When the war broke out I was silent about things that had gone wrong until, when at the front, I saw the lamentable spectacle of our men fighting the Germans not with shells but with their bare breasts. The public had been lulled into a sense of preposterous optimism by the lies of politicians who thought that the war would be over before the lack of provision was discovered. You will remember that I exposed what I called the tragedy of the shells. The public, thinking that the war was actually won, were greatly incensed and my newspapers were burned all over the country and banned from every club. Their sales fell by 100,000. I received some five thousand abusive letters a day and had to take measures for my personal safety. At that time Mr Asquith had the audacity to go to Newcastle and say that there was nothing wrong with our equipment. The tide speedily turned in my favour because wounded men from the front began to spread the facts throughout the land. As a result of my exposure of the shells tragedy, the Ministry of Munitions came into being.

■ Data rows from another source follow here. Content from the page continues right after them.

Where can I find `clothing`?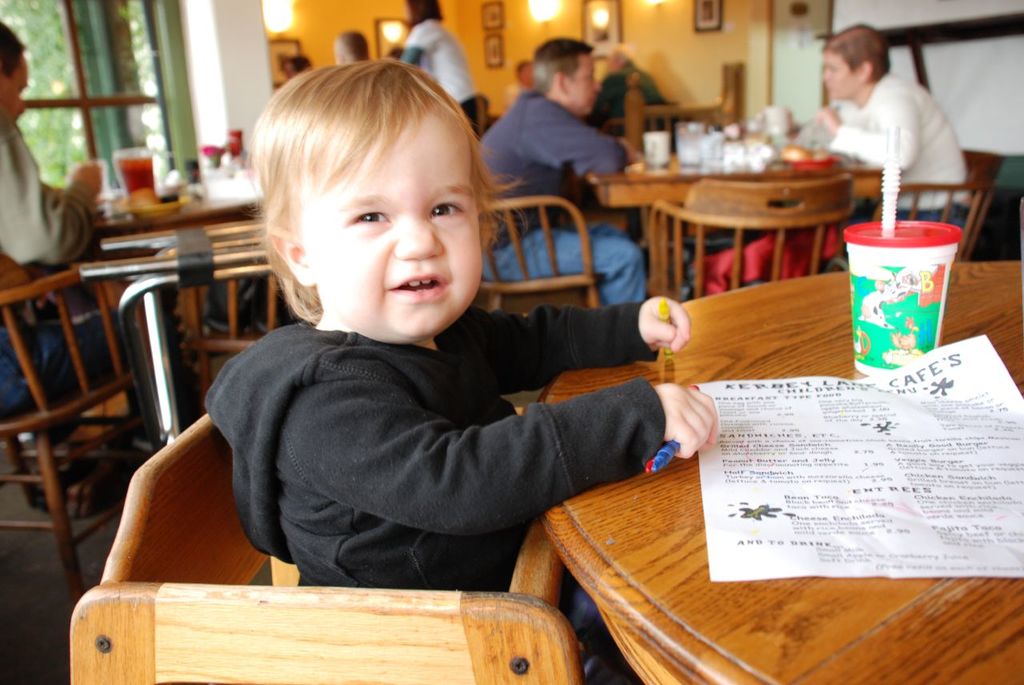
You can find it at [0, 111, 94, 415].
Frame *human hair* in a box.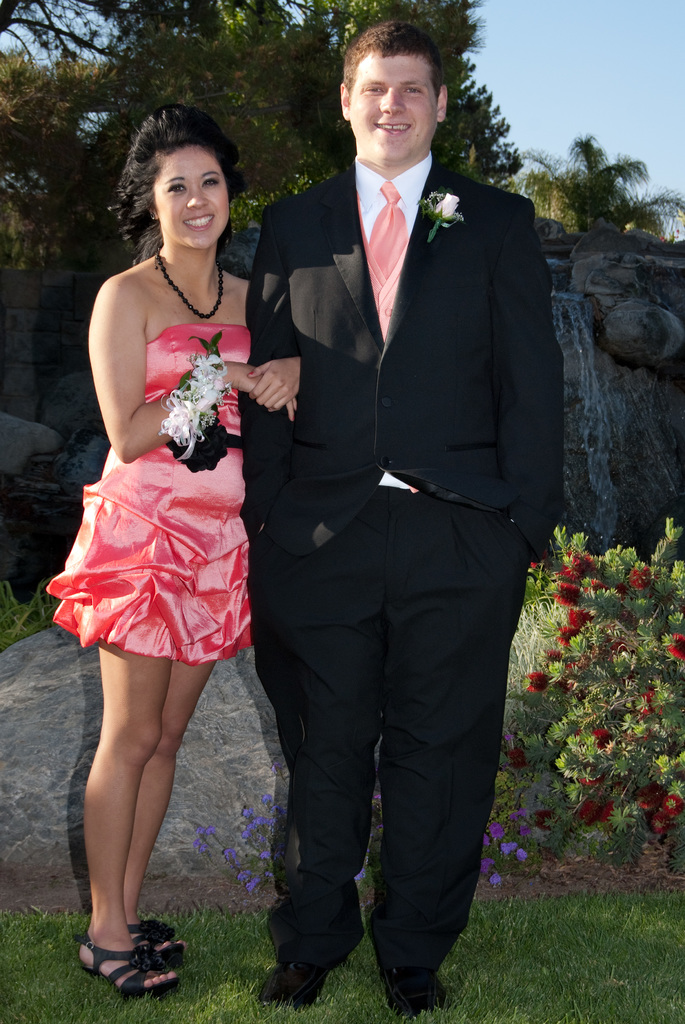
125,108,232,287.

Shortly after I entered Parliament, it became clear to me that I had too many friends. What I needed was some enemies. There was no way that I was ever going to get across the message that I wanted to give to the people of this country if I used the soft, simple word, offending no-one and in fact being heard by no-one.
Another effect of the continual appearance of false and biased statement and the absorption of the lie atmosphere is that deeds of real valour, heroism, and physical endurance and genuine cases of inevitable torture and suffering are contaminated and desecrated; the wonderful comradeship of the battlefield becomes almost polluted. Lying tongues cannot speak of deeds of sacrifice to show their beauty or value. So it is that the praise bestowed on heroism by Government and Press always jars, more especially when, as is generally the case with the latter, it is accompanied by cheap and vulgar sentimentality. That is why one instinctively wishes the real heroes to remain unrecognized, so that their record may not be smirched by cynical tongues and pens so well versed in falsehood.

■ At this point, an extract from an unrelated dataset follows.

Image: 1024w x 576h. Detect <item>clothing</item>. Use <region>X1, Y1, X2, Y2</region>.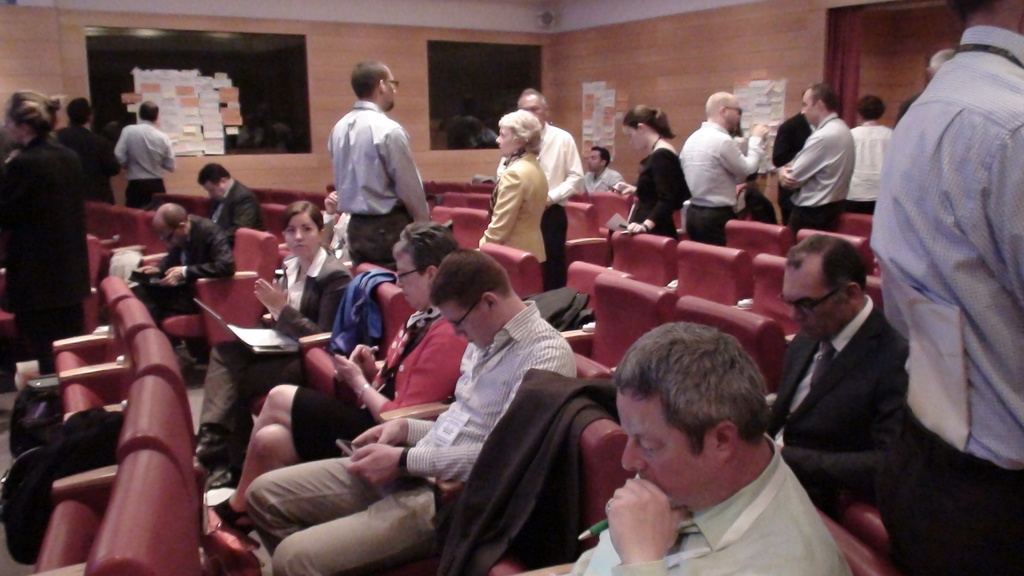
<region>153, 217, 232, 323</region>.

...the Conservative party found him an embarrassment because he was apt to criticize the party leader in public, the Liberals naturally wanted to defeat him, and the newspapers were out to get him. It was a dreadful campaign on his part, for he lost his head, bullied his electors when he should have wooed them, and got into a wrangle with a large newspaper, which he threatened to sue for libel. He was defeated on election day so decisively that it was obviously a personal rather than a political rejection.